Conversation 21: The College Project

I often talk about creation of a brick-and-mortar college as a part of my future plans. However, my current work is all about online, as was most of my past engagements. Therefore, the question that I often face is why I think Brick-and-Mortar college is a good idea: In fact, whether I think brick-and-mortar colleges have any future at all, in this age of dramatically improving education technology.

The starting point for me is that I see a college as a community, first and foremost. It is a community of teachers and of learners. We have systematically undermined this community aspect over the years, as we promoted individual success over collective goals and reduced the education proposition to the mere degrees and college brand names. The community of teachers was undermined by increasing managerial domination over academic life, as well as by disconnecting academic life from the life on the main street. What was left - as many of the proponents of the online college point out - is three years' of partying. But as partying is the only form of community life known to the current form of human civilisation and college should not be faulted alone for promoting that idea of life.

The presumed decline of the college, I shall argue, is not because the college has fallen out of sync with the realities of our life by promoting a falsely idyllic life, but because it has failed to have a purpose, by being too pliantly a part of the unrestrained individualism which undermined all our institutions which sustained community life. The college as a tool of globalisation, one that promotes solely the ideals of consumer individualism, is a form of entertainment, a sort of chicken soup for the career-minded. This is what made party-life central to college experience, and led to the academic drifting that Richard Arum so convincingly portrayed (or evidenced in Rebekah Nathan's work) and other various complaints about the value of college life.

However, this one reality, consumer globalisation as the moral direction of history, is not the only one we should live by. In fact, this looks different from different vantage points, more so from the point of view of economies such as China and India, who are not only in the quest for national prosperity, but to sustain it, they are also searching for culture that can sustain such prosperity. A close reading of any of the developing societies will perhaps reveal the struggle to eclectically combine industrial progress with a sense of identity and community, the very things consumer globalisation essentially undermines. In summary, the college still has a role to play.

The online technologies of information and communication have made great progress in the last decade or so, and tipped to replace the college, but only in its reductive form of a place of information dissemination and credentialling. In fact, online colleges may only seek to create credentialled individuals who have nothing to do with the community membership, who are, at best, somewhat akin to footloose global bankers and, at worst, a rootless nomad. Its promise of bringing people together has been subverted into the business logic of pushing people apart. Tragically, the college itself, by trying to play its part in the same consumer quest, has made itself amenable to online disruption, but perhaps not in the societies which are seeking to build its communities at the same time. This is my primary start point for imagining a place-based college.

In the college I imagine - and I can't but stress that this is only a long term plan to be realised over a period of time - several departures must be made from the current model of the college. Indeed, this must be an administration-light college, where information technology and student participation should be brought together to replace the prohibitive costs of administering such an entity. This should also be about rigorous learning and intellectual work, rather than academic drift, and should be sustained by teaching communities. I can see the possibilities of technology in creating an wider community of experts worldwide who may still be part of the community without necessary having to locate themselves in it: In short, my model is based on the opposite of an online college, where the students will be in one place but teachers could be anywhere. Indeed, my conception is to create this whole model around intense connections with practice, in fact co-locating the learners with practitioners as far as possible, and informing the process of assessment as closely as possible by the real life work situations.

This is work in progress, and all that I do, study, learn, feeds directly into developing the details of this idea. I reach out to people in different professions and places, looking for serendipitous connections which lead to the evolution of this idea. And, this blog is a record of those evolving ideas, which, hopefully, even with all the confusion or contradiction that must be part of such a conversation, represent progress.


§ What the exercise asks: Using the listing below, output only the lines from the one that contains "At what (x,y)" through the one that contains "What do you see at coordinates (639, 330)", inclusive, exactly as given and without images.
**** Provided entries
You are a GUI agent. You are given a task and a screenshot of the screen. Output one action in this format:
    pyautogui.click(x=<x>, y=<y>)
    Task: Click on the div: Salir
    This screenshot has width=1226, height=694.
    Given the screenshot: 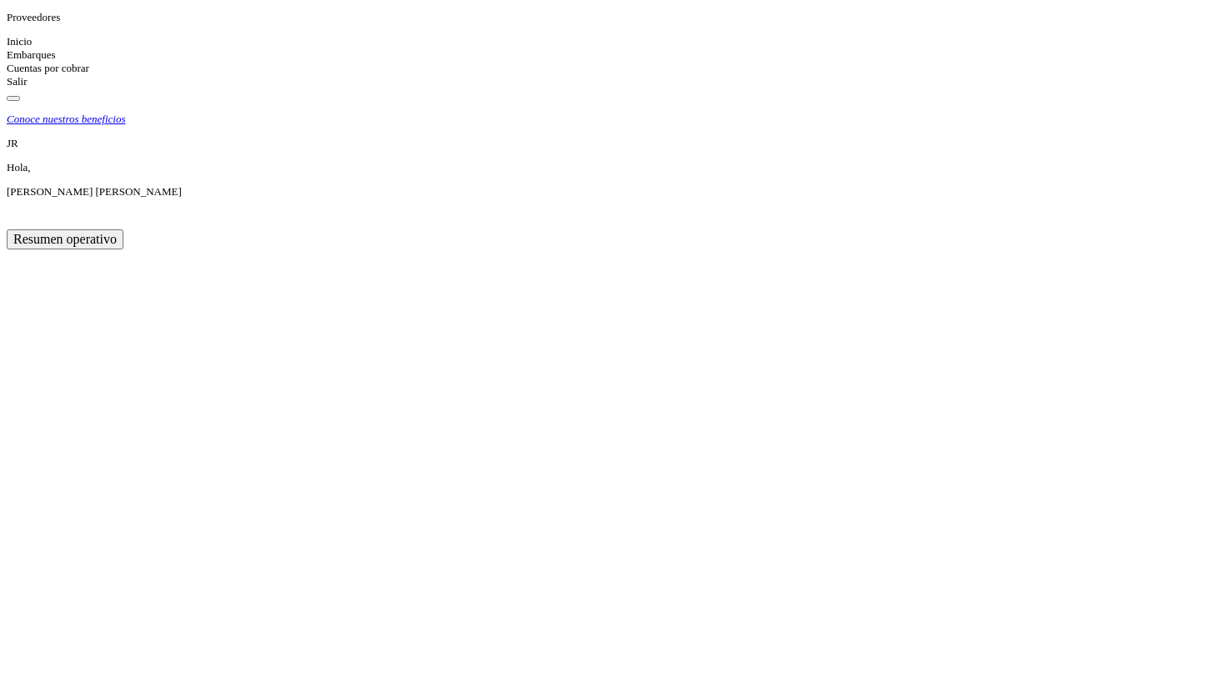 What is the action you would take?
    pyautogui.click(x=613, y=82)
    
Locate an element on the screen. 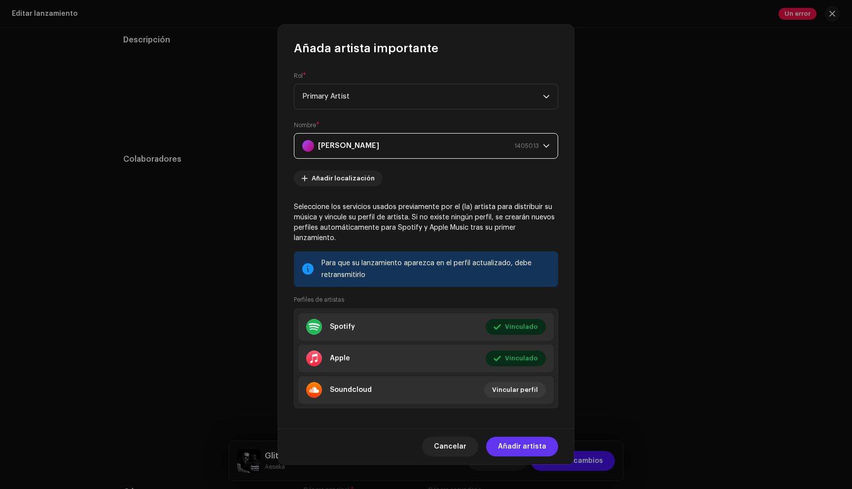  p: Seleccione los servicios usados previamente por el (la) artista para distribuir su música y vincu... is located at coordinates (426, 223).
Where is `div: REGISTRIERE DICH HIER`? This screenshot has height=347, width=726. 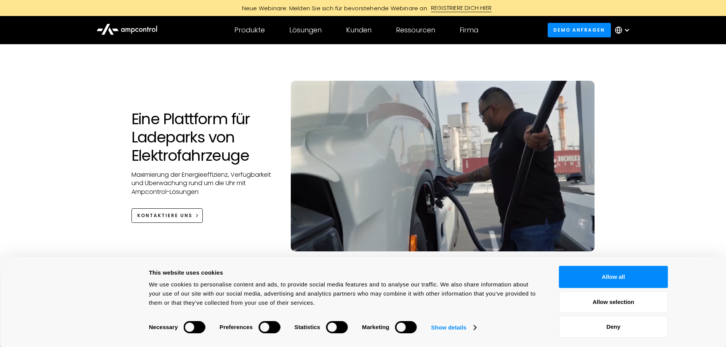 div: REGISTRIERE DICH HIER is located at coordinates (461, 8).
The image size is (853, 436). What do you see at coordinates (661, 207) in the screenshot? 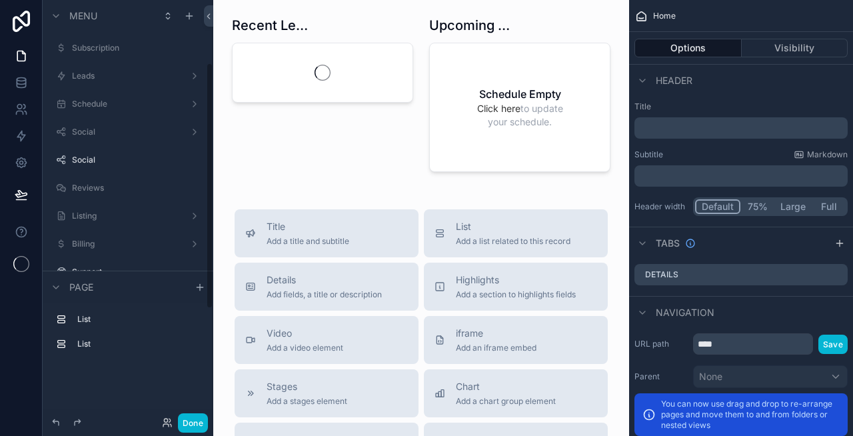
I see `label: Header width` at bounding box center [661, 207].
********
**** Provided entries
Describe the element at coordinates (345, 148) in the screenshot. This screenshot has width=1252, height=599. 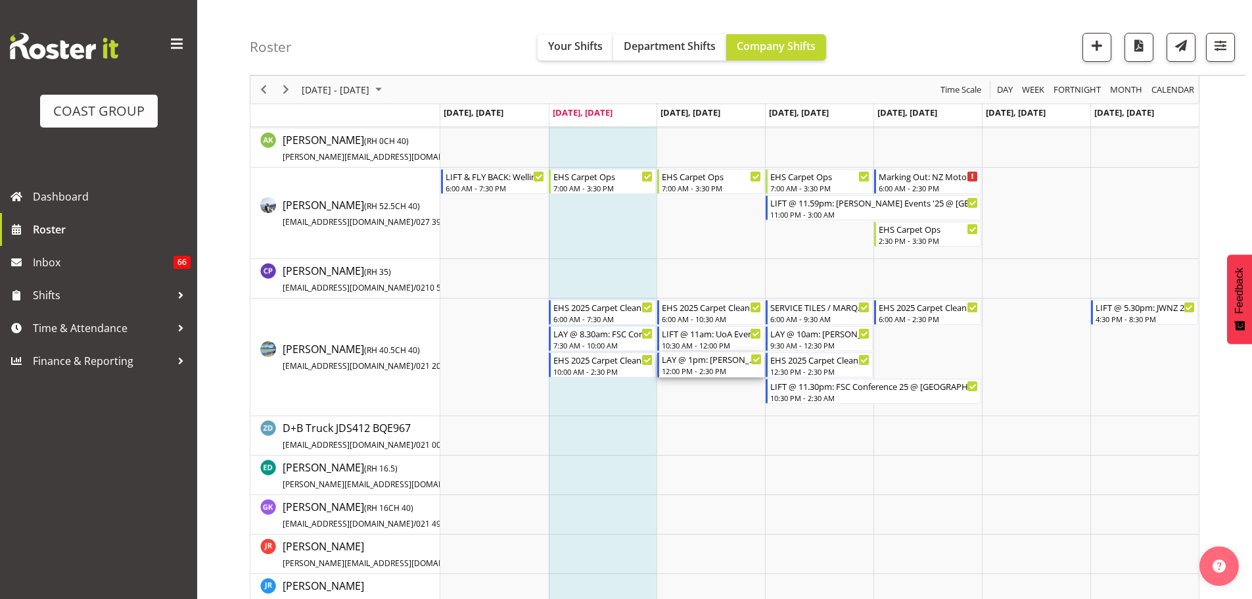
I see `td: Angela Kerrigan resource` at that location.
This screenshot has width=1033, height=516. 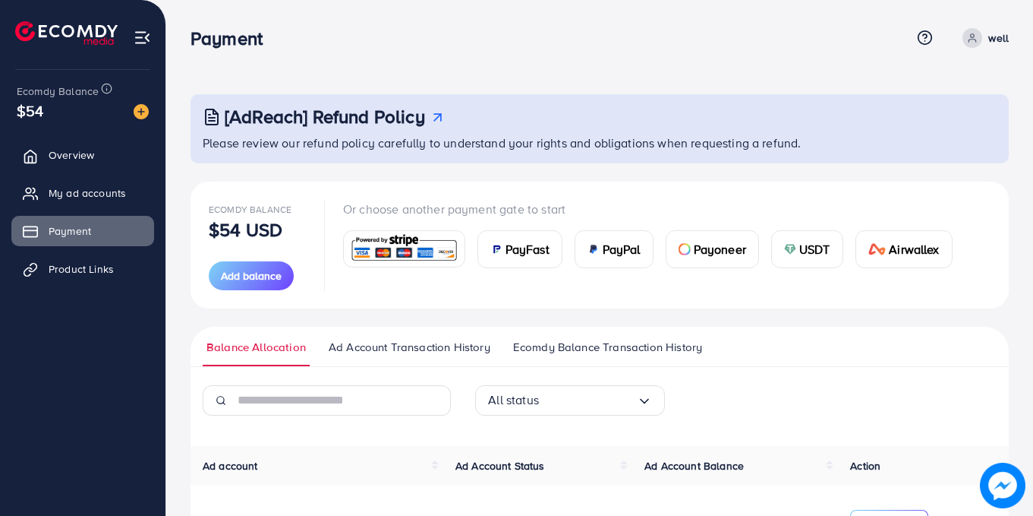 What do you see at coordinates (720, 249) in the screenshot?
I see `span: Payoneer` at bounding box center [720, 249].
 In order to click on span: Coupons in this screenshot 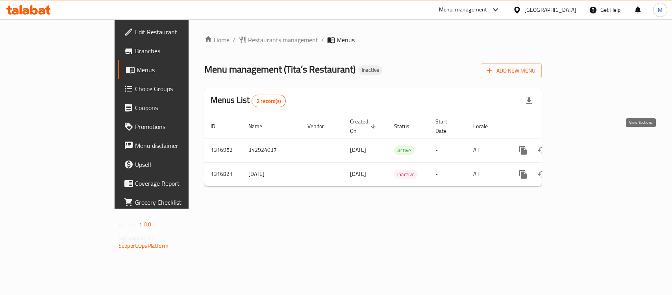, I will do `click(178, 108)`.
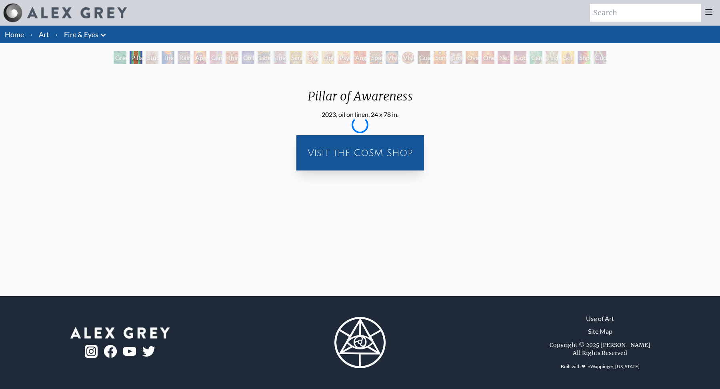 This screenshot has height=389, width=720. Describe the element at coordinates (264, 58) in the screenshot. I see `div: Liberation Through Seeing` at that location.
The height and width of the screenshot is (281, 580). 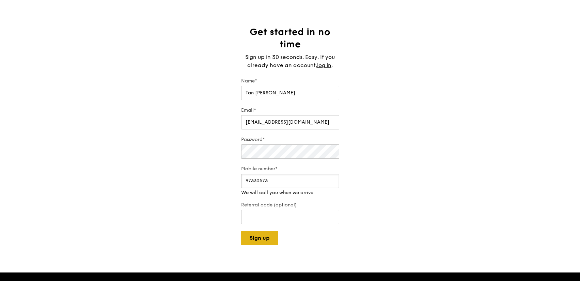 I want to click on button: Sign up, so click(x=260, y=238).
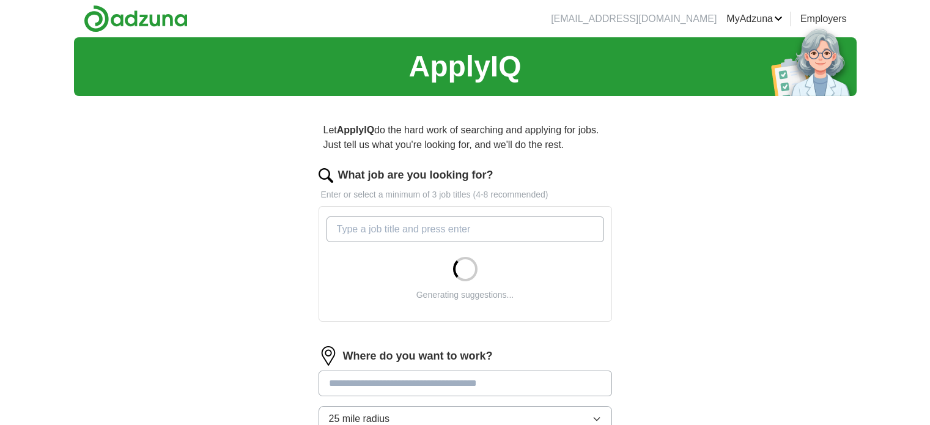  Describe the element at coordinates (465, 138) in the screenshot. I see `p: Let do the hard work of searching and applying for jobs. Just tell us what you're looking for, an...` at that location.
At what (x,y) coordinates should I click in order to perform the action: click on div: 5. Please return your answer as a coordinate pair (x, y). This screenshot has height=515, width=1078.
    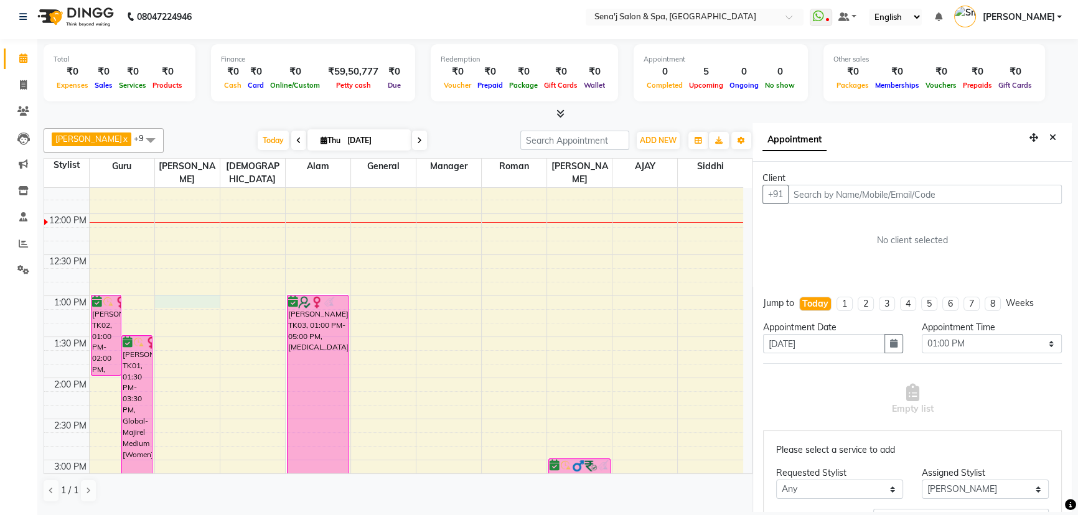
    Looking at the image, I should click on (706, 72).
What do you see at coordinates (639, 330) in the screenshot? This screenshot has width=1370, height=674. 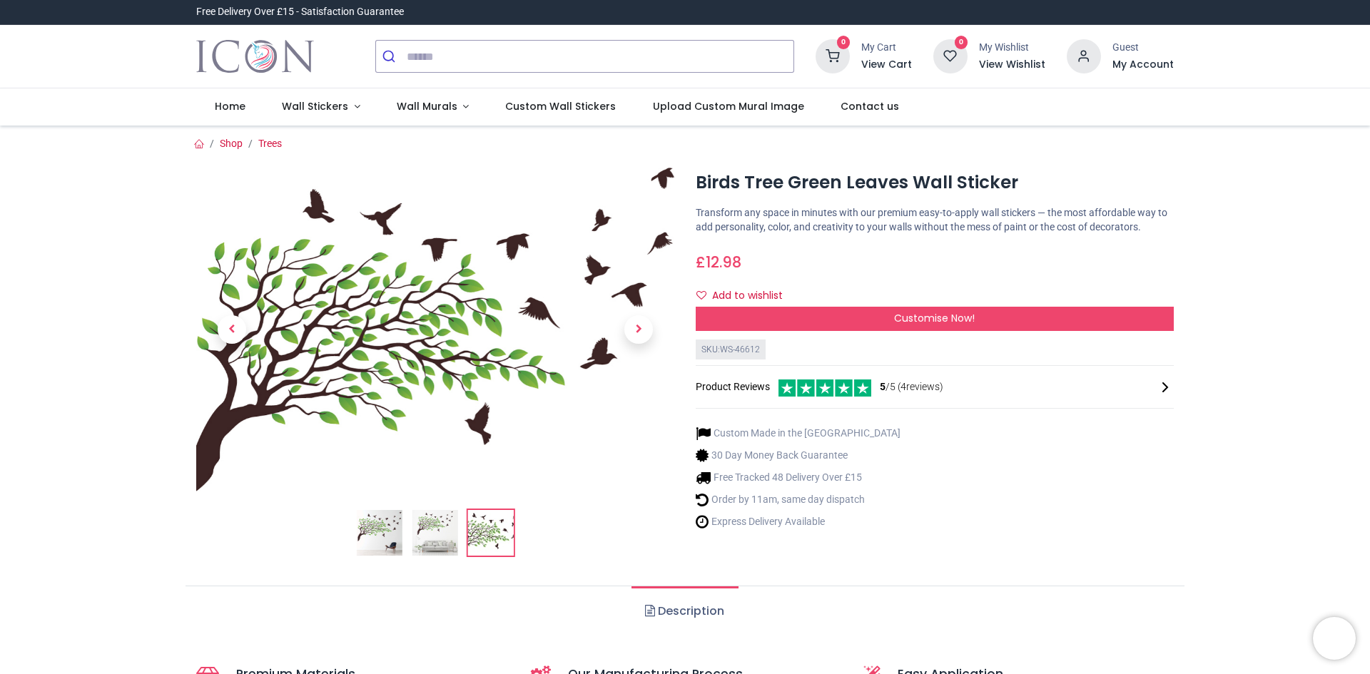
********
§ The completed task:
At what (x,y) coordinates should I click in order to perform the action: click on div: 5. Please return your answer as a coordinate pair (x, y). This screenshot has height=515, width=1078.
    Looking at the image, I should click on (706, 72).
What do you see at coordinates (639, 330) in the screenshot? This screenshot has width=1370, height=674. 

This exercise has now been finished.